Women of all sizes can be insecure about their weight and changes in their body.
Health Life

Even A Skinny Girl Can Feel Like A Cow

Women of all sizes can be insecure about their weight and changes in their body.

I feel like a cow: a big, fat, fucking cow on a quarantined dairy farm. This is the heaviest I’ve been in a long time and, aside from starvation, nothing has worked to help me lose weight. Everything is snug; even my fat pants, and to make matters worse, my hair is falling out.

At first, I blamed it on menopause, I mean, what else could it be? Then a friend suggested I have my thyroid checked, so I made an appointment a few weeks later. But when I shared this alleged condition with the doctor, she brushed it off with a snicker and blood test that was negative while encouraging me to find the origin of my anxiety. Apparently, stress is a lot more annoying than I thought.

I have always been petite—still am, in fact—but it isn’t quite that simple. I work very hard to control my weight. It is a never-ending internal dispute between what I want and what I should have and the cravings rarely triumph.

In my younger days, the gym was my second home. I worked out seven days a week, two hours a day, 364 days a year… and that’s only because L.A. Fitness was closed on Christmas day. But it’s hard to maintain a schedule like that when you’re responsible for another life and, when our daughter was born, my routine became all about taking care of her.

Motherhood is an exercise all its own, but it was never enough for me. I’d sneak out whenever a window of opportunity presented itself and be grateful for the time I had, all while convincing myself that the lull was only temporary.

I was wrong.

Though my workouts are not nearly what they once were, they are something I refuse to give up. Not only is it a vain maneuver to control my weight, but it has also allowed me to burn off an extraordinary amount of unwanted anxiety. In other words, I need to go to the gym to maintain whatever is left of my sanity. Even so, the physical results are no longer visible. There seems to be more flesh and less muscle. It’s like my body is at war with my eyes and waving a hideous flag of victory in my face EVERY FUCKING DAY. I feel like a loser: the biggest loser… the one who never wins.

Oh sure, my party-infused banter online is convincing, but the truth is that I barely drink enough alcohol to kill a fish and only smoke when my hair is on fire. I haven’t eaten red meat since my 27th birthday, rarely touch fried foods, and only over-indulge on granular bait when Aunt Flo makes a pit stop at my menopausal door. Still, I am terrified of becoming overweight and fighting the inevitable certainty tooth and nail.

For the love of elasticity, please tell me I’m not alone!

It is assumed that women who are petite do not understand the compulsion to be thin, that we were born that way and—”Oh, poor you for not being able to zip up your undersized jeans.” The truth is that a lot of us struggle to be thin, even when we already are. And, though it may seem like a shallow objection to complacency, it is an honest concern for those of us tackling the blockade that IS our own fucking pants.

We all know that metabolism slows down as you age, but until it happens to you, the reality is hard to fathom. We see what we see and discipline ourselves accordingly, but I am living proof that things aren’t always as they seem, which is why we should never judge a book by its cover.

It is an egotistical pickle, and it if it were tangible, I’d probably eat it.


• Task:
Among the records, which lines hold the word "Gallon"? Pick them out.
+-------+
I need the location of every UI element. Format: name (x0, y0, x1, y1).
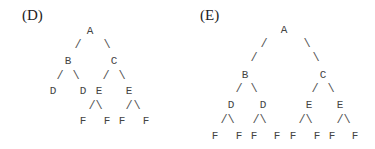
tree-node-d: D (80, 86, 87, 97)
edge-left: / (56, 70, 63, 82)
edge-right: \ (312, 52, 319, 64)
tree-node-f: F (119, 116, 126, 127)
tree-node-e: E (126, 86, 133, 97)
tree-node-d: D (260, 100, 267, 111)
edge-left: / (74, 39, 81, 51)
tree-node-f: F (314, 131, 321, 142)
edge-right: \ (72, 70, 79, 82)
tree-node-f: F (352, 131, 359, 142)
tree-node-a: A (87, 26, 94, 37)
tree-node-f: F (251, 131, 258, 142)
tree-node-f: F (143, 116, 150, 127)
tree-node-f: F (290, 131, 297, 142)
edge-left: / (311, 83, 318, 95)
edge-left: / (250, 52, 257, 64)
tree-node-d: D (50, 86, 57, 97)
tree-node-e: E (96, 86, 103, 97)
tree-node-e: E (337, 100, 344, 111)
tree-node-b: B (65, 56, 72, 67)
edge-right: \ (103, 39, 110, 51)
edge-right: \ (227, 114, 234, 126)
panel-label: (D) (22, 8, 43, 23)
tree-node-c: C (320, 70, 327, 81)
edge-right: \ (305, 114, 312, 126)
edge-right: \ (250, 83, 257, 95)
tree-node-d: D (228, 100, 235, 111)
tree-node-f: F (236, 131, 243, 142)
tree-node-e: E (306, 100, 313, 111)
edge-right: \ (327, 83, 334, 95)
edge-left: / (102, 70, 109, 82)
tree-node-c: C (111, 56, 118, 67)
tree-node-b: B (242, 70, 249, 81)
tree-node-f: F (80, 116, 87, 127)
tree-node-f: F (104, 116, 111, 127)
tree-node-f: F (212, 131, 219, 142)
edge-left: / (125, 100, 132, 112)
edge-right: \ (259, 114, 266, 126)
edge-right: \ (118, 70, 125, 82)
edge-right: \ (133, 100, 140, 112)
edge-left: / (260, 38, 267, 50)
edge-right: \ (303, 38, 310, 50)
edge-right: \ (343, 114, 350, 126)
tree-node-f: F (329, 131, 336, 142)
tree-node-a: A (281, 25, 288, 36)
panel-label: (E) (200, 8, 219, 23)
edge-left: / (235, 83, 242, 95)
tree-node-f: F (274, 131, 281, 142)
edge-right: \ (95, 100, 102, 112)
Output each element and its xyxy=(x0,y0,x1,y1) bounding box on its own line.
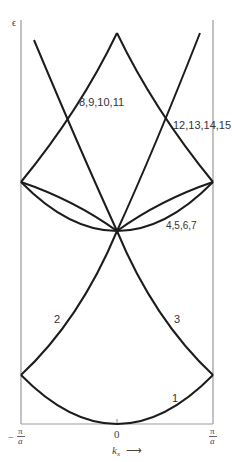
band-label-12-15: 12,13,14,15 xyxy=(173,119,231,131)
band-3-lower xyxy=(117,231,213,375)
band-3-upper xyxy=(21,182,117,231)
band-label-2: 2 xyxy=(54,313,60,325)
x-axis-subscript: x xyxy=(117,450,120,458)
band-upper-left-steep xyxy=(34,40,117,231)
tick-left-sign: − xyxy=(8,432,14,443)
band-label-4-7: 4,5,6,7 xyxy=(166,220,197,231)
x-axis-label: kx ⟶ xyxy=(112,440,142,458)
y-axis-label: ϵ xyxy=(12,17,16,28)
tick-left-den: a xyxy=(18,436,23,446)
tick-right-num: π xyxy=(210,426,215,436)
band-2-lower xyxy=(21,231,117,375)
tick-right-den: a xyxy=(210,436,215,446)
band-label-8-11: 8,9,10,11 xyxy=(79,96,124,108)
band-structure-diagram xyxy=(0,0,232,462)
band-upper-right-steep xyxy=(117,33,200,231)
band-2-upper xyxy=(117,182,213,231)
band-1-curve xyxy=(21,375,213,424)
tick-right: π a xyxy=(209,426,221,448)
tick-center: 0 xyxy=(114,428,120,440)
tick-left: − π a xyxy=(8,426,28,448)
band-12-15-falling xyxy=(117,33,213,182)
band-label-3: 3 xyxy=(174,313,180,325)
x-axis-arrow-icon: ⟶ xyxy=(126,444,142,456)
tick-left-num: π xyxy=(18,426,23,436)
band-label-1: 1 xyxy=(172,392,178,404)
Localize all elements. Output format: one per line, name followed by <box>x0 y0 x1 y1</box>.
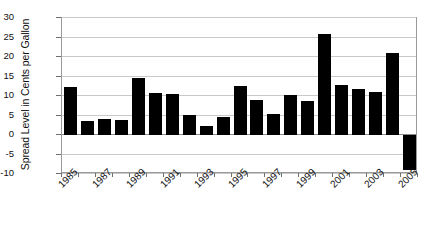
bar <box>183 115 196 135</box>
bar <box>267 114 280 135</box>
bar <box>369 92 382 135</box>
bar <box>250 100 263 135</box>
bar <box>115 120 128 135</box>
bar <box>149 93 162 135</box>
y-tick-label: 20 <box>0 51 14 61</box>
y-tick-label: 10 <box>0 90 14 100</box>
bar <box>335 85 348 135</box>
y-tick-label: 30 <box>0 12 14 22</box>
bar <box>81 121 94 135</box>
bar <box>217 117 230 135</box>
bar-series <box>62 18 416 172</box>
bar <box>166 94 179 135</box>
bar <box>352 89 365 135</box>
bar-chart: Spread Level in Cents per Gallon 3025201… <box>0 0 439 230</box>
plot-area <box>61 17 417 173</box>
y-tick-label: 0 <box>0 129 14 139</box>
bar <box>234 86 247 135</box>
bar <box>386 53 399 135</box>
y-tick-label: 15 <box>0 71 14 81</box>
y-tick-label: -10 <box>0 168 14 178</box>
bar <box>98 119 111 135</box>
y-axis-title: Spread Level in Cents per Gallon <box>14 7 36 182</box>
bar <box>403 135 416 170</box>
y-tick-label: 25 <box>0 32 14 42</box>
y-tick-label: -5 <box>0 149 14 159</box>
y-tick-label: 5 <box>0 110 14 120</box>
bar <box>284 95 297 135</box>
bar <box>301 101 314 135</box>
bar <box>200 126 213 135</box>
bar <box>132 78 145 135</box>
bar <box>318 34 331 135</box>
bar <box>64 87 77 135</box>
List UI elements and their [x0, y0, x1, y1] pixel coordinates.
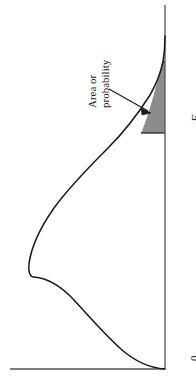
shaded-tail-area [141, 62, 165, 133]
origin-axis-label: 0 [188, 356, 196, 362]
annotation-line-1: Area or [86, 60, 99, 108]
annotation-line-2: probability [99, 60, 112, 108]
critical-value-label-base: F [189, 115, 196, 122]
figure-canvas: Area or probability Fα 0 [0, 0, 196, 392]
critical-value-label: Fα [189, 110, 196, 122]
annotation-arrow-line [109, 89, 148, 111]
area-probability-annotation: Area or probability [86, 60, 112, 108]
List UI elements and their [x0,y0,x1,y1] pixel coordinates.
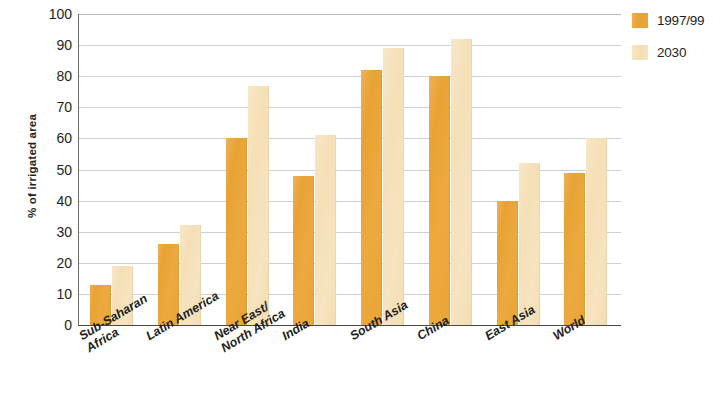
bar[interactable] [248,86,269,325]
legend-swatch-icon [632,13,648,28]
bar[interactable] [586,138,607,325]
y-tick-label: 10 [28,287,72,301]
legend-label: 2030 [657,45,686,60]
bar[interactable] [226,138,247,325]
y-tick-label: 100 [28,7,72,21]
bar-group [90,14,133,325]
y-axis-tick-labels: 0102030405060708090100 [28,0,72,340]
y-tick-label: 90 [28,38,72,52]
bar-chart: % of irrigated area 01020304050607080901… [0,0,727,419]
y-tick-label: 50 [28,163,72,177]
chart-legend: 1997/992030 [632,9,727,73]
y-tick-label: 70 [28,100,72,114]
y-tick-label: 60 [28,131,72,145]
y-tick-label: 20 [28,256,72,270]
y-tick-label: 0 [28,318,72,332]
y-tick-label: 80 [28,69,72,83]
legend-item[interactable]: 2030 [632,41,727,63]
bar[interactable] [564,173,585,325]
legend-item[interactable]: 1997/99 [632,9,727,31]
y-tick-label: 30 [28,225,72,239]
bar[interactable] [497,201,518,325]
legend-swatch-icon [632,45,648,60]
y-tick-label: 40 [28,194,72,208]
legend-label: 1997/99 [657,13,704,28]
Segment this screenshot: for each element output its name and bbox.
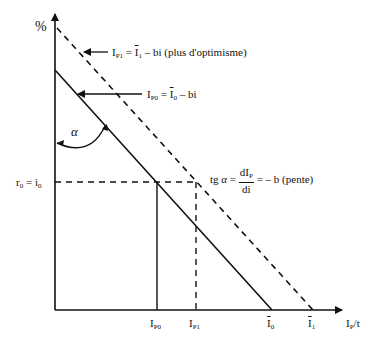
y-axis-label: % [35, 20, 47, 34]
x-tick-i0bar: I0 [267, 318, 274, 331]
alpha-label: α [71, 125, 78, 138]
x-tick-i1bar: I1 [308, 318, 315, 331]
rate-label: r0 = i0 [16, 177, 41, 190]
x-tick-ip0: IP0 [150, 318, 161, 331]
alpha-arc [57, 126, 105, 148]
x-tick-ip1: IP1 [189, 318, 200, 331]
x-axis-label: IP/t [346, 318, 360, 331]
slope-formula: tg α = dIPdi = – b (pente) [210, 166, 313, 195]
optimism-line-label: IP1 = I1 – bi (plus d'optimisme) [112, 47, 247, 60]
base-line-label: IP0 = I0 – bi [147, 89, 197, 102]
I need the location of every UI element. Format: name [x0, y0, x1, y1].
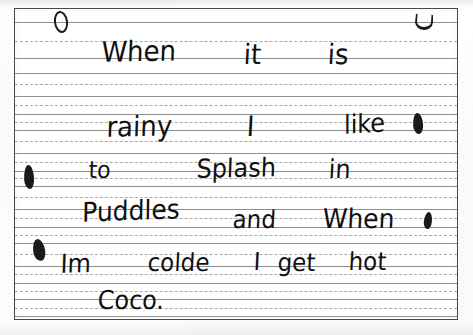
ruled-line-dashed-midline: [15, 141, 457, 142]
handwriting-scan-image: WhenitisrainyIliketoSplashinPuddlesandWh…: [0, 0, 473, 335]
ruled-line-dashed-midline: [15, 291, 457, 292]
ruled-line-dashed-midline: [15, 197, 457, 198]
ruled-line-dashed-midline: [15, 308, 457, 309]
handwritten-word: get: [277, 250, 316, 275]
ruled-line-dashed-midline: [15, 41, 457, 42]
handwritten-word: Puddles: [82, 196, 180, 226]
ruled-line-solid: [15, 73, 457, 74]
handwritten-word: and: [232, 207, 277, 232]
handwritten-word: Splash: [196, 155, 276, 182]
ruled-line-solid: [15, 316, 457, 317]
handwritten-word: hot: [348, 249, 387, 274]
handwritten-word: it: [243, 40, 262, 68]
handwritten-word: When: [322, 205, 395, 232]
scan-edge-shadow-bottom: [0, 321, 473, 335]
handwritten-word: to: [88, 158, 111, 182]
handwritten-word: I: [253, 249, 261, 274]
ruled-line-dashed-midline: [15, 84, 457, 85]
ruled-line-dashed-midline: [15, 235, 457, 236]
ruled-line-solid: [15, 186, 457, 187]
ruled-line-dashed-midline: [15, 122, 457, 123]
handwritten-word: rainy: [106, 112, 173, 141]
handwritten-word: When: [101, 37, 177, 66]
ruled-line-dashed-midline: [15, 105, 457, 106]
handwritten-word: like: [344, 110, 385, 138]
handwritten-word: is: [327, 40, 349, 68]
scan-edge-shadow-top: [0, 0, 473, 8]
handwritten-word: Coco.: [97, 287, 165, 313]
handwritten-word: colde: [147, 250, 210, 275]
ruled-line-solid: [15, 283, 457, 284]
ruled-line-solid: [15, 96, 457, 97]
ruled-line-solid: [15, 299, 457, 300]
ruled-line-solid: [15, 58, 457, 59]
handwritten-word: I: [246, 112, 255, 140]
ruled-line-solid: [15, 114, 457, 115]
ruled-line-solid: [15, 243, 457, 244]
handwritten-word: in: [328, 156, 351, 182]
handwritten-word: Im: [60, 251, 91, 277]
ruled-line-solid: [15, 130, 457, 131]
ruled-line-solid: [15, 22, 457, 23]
+-------+
• Answer section:
bar-chart: Spread Level in Cents per Gallon 3025201… <box>0 0 439 230</box>
y-axis-title: Spread Level in Cents per Gallon <box>14 7 36 182</box>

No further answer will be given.